Thursday, October 18, 2012

Reason #20 Why My Marriage is Just Like Your Marriage


We work on our relationship.

Relationships are hard work. Lesbian relationships are just as hard as straight relationships. You wouldn’t think so, right? Perhaps it's a different sort of hard work, but it is work. To the uneducated eye, two women together may seem like the perfect relationship. Just yesterday at our parent/teacher conference, our daughter's 1st grade teacher said to us, "Women just seem to belong together. It's got to be easier, right?"

I've heard it all before. Women get one another. Women sympathize with one another. Women need nurturing and women are nurturing. So they’re a perfect combination, right? Two women can shop together. Be the best of friends. Discuss books and art and literature. Two women can share clothes. Share feelings. Share secrets. Share thoughts and dreams. It’s like the sixth grade slumber party that never ends. Right?

Wrong.

Just like your marriage, my marriage is hard work. Painfully hard work. To my great dismay, Ruanita hates to shop. I have about 25 pounds on her, so we can’t share clothes. We do share a sock drawer, which just manages to piss me off because she busts a hole in the toe of every pair of socks she puts on. I don’t know if she has talons in the place of toenails or what the issue is. She doesn’t read books unless forced to do so. After 15 years together, we have no more secrets to share. Our only dream at this point is a full night’s sleep uninterrupted by little urchins climbing into our bed. We do, however, discuss feelings. We discuss feelings ad nauseum.

In the last month or so, we have discussed every sort of feeling imaginable. “Are you okay?” is a question that is thrown around my house practically every ten minutes like clockwork. Are you okay? What are you thinking? How do you feel? Are you mad at me? Why are you in a mood? What is your problem? Are you going to cry? Are you okay? Did something happen? Are you sad? These conversations are enough to drive a person insane. Utterly mad. Everything is negotiated. Every decision is “processed” to death. Every action and reaction is equitable. Everything is balanced and completely egalitarian. Every feeling is analyzed and every emotion scrutinized. It’s enough to put someone over the edge.

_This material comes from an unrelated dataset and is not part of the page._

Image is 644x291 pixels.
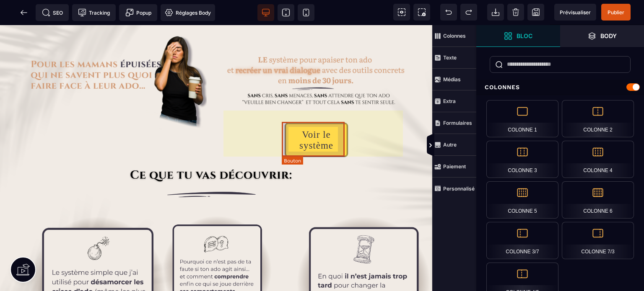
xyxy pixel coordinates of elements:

Don’t get me wrong. I am as guilty of being too enmeshed as Ruanita is. I am constantly asking her if she is okay. I pounce at the slightest inkling of unhappiness or discord. We are so attuned to one another’s emotional states that it becomes burdensome. You should see the fights we have. Do we fight like a normal couple—screaming, yelling, and then making up? No, of course not. We would not want to say anything that would hurt the other person’s feelings. So our fights become this hostile silence that permeates every inch of our house. The rooms are filled with this crackling electricity that never quite fully surfaces. I’m sure she’d like to punch me and relieve some of that tension. I am sure I would feel better if I screamed “Bitch!” at the top of my lungs. But neither of us does that because we would then immediately have to rush to the other person and ask that question I have come to despise. Are you okay? And then, even worse, I would have to utter the second most popular phrase in my household. I’m sorry.

Sometimes I think it would be easier to be married to a man. A big jock of a man who sits around watching football and scratching himself all day. A man who doesn’t give a rip about my feelings. A man who refuses to discuss feelings at all. Or even better yet, a man who is so out of touch with his own feelings that he lives in happy, dopey oblivion. Wouldn’t that be easier? Yea...probably not.

As it stands, I am a lesbian. A lesbian who is very much in love with my partner. I am quite certain I will love her until the day I die—which may very well be at her hands following a fit of rage induced by the 10,345th time I ask her, “Are you okay?”

Marriage is hard work. Even a marriage between two women. And working hard at our relationship is just one more way that my marriage is just like your marriage.

1 comments:

Anonymous said...

Processing, something I couldn't do every fucking day. Wait until she starts seeing patients again, maybe she will become so tired of processing she will just want to sit on the couch and watch more John Wayne.